The Tutankamón death

Amenofis IV, called Akenatón (1364-1347 adC), implanted in Egypt the cult to the Sun, that is to say, a monotheistic religion, substituting the polytheism. To his death, his successor, the young man Tutankatón, restored the ancient gods and changed his name into that of Tutankamón, in honor to the god Amón.
In Museum of Egyptian Antiquities (Cairo) there survives a commemorative stela of the restoration of the polytheism, which he says:
“I found the temple full of debris, his demolished altars and his courtyards full of weeds. I returned his sacred relics, reconstructed the temple and gave him treasures. I ordered to do images of the gods in gold and amber, adorned with lapis lazuli and precious stones.”
Tutankamón died about 1335 adC, at the age of 18, for unknown causes. In 1922 Howard Carter discovered his grave, the only one of a Pharaoh who has come intact to our days. In the Tutankamón skull there was a broken bone, what made think that it had been murdered all at once in the head. The "suspect" of the crime was his successor Ay, a nobleman who came to king marrying the widow of the proper Tutankamón.
Well, the studies that for a pair of months they were coming being realized on the Tutankamón mummy it seems that they have come to a conclusion: it was not murdered and the blow of the skull should have taken place during the embalming. Decisive case. What it continues without know is the real cause of the death of the Pharaoh, although there signs up an infection produced by the break of a leg.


■ **PROBLEM**
Write out each line of the records that has "Désirez" in it.

Stored items
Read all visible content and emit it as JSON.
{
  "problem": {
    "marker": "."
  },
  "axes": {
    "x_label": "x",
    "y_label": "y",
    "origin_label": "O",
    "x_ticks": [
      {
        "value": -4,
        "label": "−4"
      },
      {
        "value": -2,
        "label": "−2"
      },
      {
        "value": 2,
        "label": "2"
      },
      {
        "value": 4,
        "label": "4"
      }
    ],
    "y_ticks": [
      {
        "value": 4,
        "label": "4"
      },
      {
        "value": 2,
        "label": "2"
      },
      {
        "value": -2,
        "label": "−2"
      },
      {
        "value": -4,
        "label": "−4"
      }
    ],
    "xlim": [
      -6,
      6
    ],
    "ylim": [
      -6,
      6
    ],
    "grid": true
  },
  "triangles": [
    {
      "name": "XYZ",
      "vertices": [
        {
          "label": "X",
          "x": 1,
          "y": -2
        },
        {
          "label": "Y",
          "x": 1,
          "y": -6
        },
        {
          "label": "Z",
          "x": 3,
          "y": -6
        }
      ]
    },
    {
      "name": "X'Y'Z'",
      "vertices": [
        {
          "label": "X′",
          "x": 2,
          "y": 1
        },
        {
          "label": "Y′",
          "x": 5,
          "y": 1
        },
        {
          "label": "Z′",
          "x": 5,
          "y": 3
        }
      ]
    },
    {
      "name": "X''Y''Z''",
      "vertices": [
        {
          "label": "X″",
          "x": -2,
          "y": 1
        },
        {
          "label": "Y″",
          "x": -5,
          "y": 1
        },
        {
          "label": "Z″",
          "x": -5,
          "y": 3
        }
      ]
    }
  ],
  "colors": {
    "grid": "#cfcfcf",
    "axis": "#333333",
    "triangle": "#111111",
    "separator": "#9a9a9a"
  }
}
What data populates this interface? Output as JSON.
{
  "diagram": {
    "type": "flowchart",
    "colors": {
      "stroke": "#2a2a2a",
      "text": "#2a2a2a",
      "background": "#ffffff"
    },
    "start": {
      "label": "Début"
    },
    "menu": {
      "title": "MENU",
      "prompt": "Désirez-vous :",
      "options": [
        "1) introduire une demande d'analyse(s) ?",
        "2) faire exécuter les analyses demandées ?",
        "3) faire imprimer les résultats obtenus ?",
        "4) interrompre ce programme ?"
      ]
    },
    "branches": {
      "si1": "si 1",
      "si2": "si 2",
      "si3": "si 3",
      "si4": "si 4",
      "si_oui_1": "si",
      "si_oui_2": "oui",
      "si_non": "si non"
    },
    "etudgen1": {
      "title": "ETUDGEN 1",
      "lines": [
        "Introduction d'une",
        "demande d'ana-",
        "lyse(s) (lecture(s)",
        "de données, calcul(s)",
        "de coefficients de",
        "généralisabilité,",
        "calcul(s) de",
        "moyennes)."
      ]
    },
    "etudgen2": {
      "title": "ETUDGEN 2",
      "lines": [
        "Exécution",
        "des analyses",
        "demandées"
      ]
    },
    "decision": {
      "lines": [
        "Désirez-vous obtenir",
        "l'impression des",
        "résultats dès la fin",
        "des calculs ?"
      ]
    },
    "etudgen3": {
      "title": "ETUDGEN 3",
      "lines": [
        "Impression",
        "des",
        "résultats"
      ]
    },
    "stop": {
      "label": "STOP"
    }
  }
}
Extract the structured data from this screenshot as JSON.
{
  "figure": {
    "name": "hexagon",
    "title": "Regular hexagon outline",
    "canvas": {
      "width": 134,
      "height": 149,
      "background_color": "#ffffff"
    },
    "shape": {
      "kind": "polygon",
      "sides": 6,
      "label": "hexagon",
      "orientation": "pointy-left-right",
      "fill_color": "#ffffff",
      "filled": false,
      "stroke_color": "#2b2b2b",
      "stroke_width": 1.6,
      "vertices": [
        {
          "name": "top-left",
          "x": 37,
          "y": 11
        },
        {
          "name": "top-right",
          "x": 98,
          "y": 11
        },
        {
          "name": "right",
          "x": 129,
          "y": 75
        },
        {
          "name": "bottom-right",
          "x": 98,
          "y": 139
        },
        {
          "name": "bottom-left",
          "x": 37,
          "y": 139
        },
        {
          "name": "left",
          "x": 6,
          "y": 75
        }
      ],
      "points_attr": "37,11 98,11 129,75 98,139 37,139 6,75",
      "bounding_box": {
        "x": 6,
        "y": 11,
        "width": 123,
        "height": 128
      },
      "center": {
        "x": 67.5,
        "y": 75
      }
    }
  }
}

==

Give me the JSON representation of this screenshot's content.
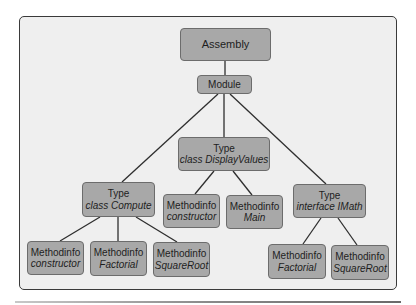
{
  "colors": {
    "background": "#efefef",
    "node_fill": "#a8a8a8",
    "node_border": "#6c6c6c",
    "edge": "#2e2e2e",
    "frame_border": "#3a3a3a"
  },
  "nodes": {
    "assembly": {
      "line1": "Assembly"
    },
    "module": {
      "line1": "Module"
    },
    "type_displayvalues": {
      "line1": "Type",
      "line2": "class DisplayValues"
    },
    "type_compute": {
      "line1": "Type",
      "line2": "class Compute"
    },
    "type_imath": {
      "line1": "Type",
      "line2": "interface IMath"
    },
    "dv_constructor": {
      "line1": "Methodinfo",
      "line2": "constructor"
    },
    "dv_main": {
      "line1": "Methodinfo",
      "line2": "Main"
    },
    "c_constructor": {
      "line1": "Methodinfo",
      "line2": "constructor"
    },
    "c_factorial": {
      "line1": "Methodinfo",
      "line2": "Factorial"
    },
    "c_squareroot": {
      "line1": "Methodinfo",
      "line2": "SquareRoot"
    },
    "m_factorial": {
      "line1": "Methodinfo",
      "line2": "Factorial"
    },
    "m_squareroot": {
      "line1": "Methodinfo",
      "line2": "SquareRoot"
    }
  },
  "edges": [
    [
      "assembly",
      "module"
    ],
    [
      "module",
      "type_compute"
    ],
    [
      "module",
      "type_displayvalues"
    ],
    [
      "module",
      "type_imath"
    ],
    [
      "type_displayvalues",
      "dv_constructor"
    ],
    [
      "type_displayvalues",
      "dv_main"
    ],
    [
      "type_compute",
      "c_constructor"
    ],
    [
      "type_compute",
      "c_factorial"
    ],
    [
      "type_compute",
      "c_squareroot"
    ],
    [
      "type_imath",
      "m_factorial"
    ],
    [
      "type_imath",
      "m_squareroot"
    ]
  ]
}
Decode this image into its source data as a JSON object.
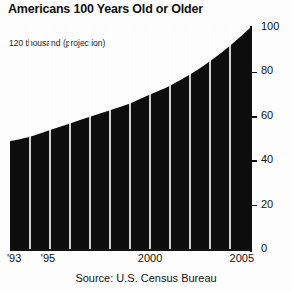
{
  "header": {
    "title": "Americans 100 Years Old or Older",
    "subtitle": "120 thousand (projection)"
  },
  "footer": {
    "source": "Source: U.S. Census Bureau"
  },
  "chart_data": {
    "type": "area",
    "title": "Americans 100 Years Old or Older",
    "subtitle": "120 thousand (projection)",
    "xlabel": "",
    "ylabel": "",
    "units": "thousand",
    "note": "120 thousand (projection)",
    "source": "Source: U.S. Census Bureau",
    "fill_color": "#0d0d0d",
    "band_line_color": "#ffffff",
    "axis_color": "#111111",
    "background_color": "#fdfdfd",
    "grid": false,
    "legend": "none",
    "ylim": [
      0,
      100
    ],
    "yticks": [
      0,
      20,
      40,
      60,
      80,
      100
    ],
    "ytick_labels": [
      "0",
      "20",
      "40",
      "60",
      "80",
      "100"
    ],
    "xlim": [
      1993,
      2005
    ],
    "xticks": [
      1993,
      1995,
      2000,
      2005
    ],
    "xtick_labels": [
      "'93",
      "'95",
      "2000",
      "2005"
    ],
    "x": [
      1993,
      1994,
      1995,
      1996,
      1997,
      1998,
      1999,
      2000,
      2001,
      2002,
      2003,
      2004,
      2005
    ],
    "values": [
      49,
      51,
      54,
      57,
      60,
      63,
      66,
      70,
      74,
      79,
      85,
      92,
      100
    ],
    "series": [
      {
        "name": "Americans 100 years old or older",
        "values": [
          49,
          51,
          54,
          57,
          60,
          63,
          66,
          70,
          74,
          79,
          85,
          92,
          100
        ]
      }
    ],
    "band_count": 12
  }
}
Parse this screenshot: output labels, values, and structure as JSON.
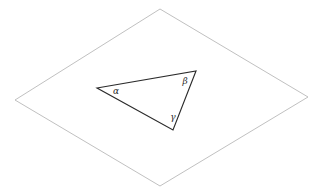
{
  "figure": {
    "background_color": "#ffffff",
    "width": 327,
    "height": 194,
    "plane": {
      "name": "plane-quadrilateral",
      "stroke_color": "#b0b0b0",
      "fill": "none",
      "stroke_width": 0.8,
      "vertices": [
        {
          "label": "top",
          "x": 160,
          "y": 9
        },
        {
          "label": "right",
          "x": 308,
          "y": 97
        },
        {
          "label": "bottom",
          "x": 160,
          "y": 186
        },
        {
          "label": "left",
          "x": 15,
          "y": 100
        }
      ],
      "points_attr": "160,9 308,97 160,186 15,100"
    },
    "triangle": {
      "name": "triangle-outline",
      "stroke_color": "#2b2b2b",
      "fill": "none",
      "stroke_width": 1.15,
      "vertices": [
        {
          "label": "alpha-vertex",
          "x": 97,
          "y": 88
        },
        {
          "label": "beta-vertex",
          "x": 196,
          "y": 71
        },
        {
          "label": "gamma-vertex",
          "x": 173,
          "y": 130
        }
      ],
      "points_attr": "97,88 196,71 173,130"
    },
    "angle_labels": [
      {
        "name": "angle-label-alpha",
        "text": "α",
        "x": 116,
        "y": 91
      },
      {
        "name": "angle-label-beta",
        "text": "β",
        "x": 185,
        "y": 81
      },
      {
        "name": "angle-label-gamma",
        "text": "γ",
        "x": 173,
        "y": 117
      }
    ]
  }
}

■ **ANSWER AREA**
      "prompt": "Désirez-vous :",
        "Désirez-vous obtenir",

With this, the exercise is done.